The head of the Gambino organized crime family in New York, Gotti was acquitted multiple times during the 1980s, earning the nickname “Teflon Don.” One of those acquittals came on March 13, 1987, when the larger-than-life figure and six co-defendants were acquitted of racketeering charges.
Artist Aggie Kenny experienced another side to Gotti.
“He was very conscious of his image,” she said. “Few defendants interact with the artists or really seem to care what we are doing. But I always sensed that mafia guys understood the process and saw it as part of the business.”
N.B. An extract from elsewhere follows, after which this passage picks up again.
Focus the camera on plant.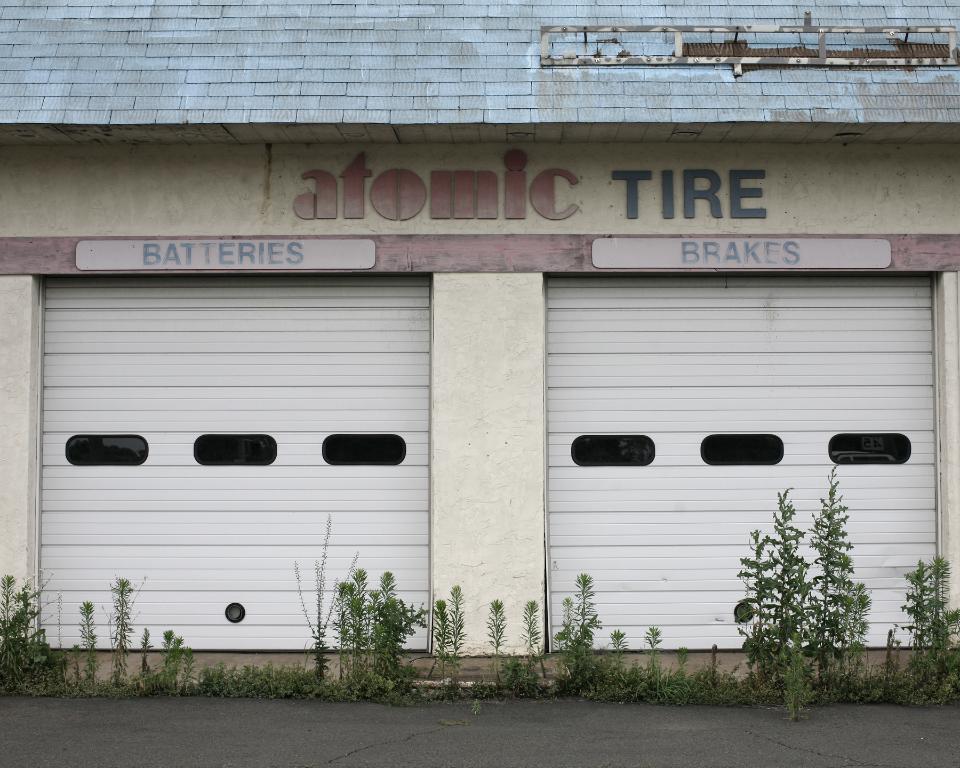
Focus region: 156:624:202:697.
She also felt a distinct contradiction “between this well-groomed, seemingly affable personality sitting before us at the death squad gangster being tried on RICO charges. It was so hard to believe that he had offed so many people, seeing him interact with others in the courtroom.”
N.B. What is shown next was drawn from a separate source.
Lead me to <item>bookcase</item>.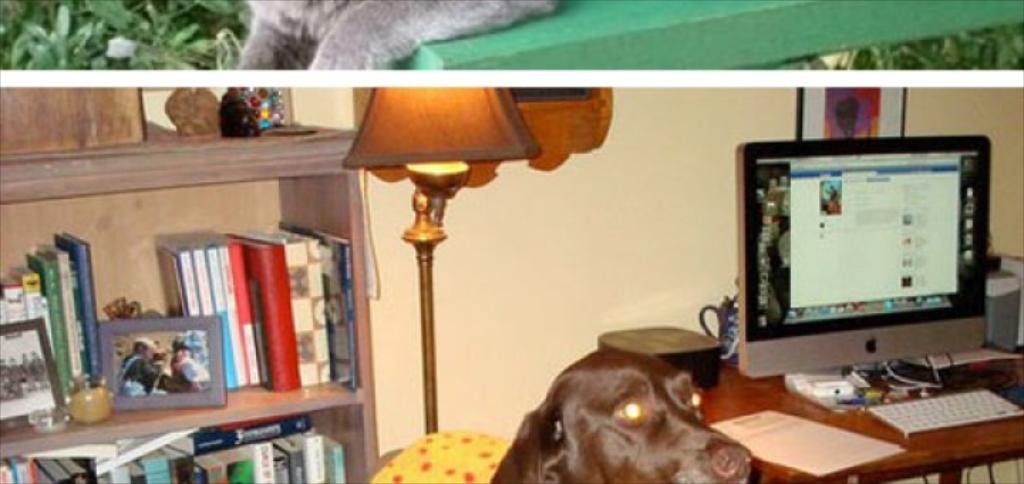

Diagonal front row from top left: Gotti, Anthony Rampino (aka Tony Roach), and Barry Slotnick, the attorney for defendant John Carneglia. Diagonal from top in back row: Gotti’s attorney Bruce Cutler, informant Wilfred Johnson and his lawyer, Richard A. Rehbock.
Attribution: Photo gallery by Monica Burciaga and Andy Lefkowitz. Illustration by Aggie Kenny from the book “The Illustrated Courtroom: 50 Years of Court Art” by Elizabeth Williams and Sue Russell.